Picnics were arranged, money pooled and a boat hired to take them to a secluded inlet with just sand enough for a few beach towels. Often Myles took his camera and hiked up a goat trail, looking for photographs. Sometimes Anne went along, but often Myles hired Yórgos to carry his pack or his tripod and hiked a long ways otherwise alone. He talked to the wild-eyed goats while the goatherds eyed him suspiciously from a patch of blue shade. Anne stayed behind, snorkeling, her body casting a slim shadow on the bottom.
Blue slowly warmed to Alexandra; the more they talked the more they talked alike. Blue still sought the company of Michael and Jim or Anne and Myles, or Paul, but sometimes she liked to go off with Alex, and then they spread their towels on a sand spit of their own, whispering a little, side by side, those things they liked to say that would embarrass them if they weren't alone. They liked to talk about Paul.
Or Jim would reserve a row of tables at To Stenáki
,
and they would push them all together, order a great feast, eating off the common plates and drinking too much retsina. A little too much made a festival. Then Váso would run back and forth to their table, carrying a plate of fish or squid or Greek salads in big bowls sitting there under a bright slab of féta cheese. Now that the restaurant was busy every night, Váso helped her father often, smiling sweetly as she ran up the aisles back into the kitchen. She was a great favorite. Paniyótis might come out at meal's end with a bottle of Metaxa and pour a round for free or send slices of watermelon and wave when they looked surprised at the arrival of yet more food.

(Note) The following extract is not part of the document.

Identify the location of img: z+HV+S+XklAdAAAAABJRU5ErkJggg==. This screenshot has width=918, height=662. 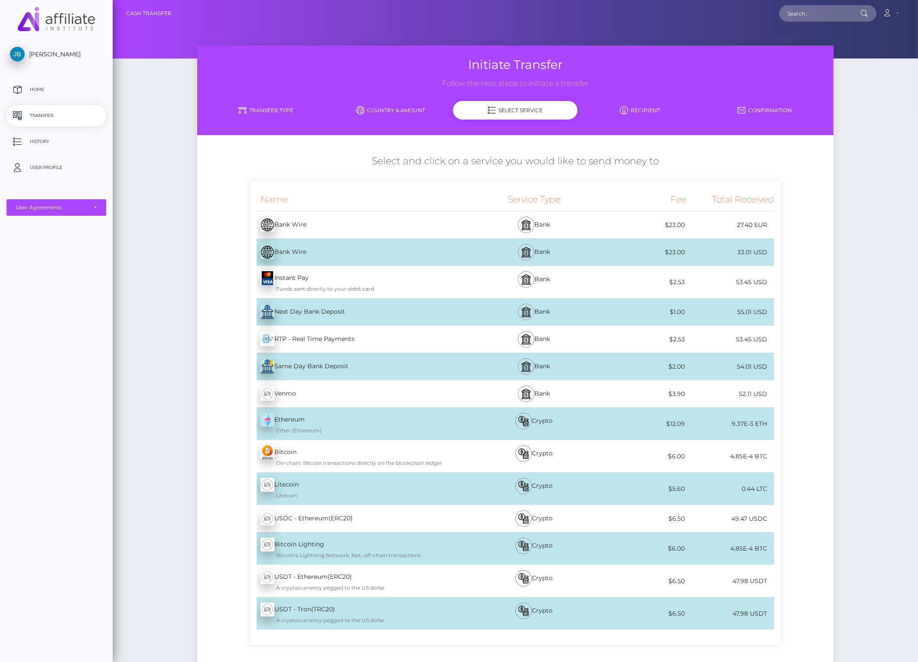
(267, 420).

Sometime before the eating was done Anne would get up quietly, lean over Myles' shoulder and kiss his cheek, and they would decide if he would meet her later at Two Stories or wait for her at home. Then she would say goodnight and slip into the alleyway, off to work, leaving Myles a little subdued. But often the whole crowd of them, or half of them, would end the evening at Two Stories, where they were familiars of the place and treated well, not only by Anne. The owner would shout his greetings from his stool behind the upstairs bar and wave them down the stairway to the terrace, where Anne or the Aussi bartender would bring them their regular drinks without being asked. And breezes broke over the terrace until the heat of the day was
washed away. Sometime, very late, they climbed the stairs up, said
kalinÃchte,
and stepped out onto the green paving stones of the Kalà Stráta
.
Â
They sank deeply. The summer world seemed for a time unending, but they carried the end within them, each with their own calendar with a day marked on it
The End
. Only Myles suffered from the illusion that he was staying, imagined his calendar carried no day marked with an
X
.
Forty-four
17 Aug.
Â
“I . . . I spent a lot of time on the water as a kid.” Anne said from where she'd stretched out in the bow, her voice throaty and all mixed with the throb of the inboard.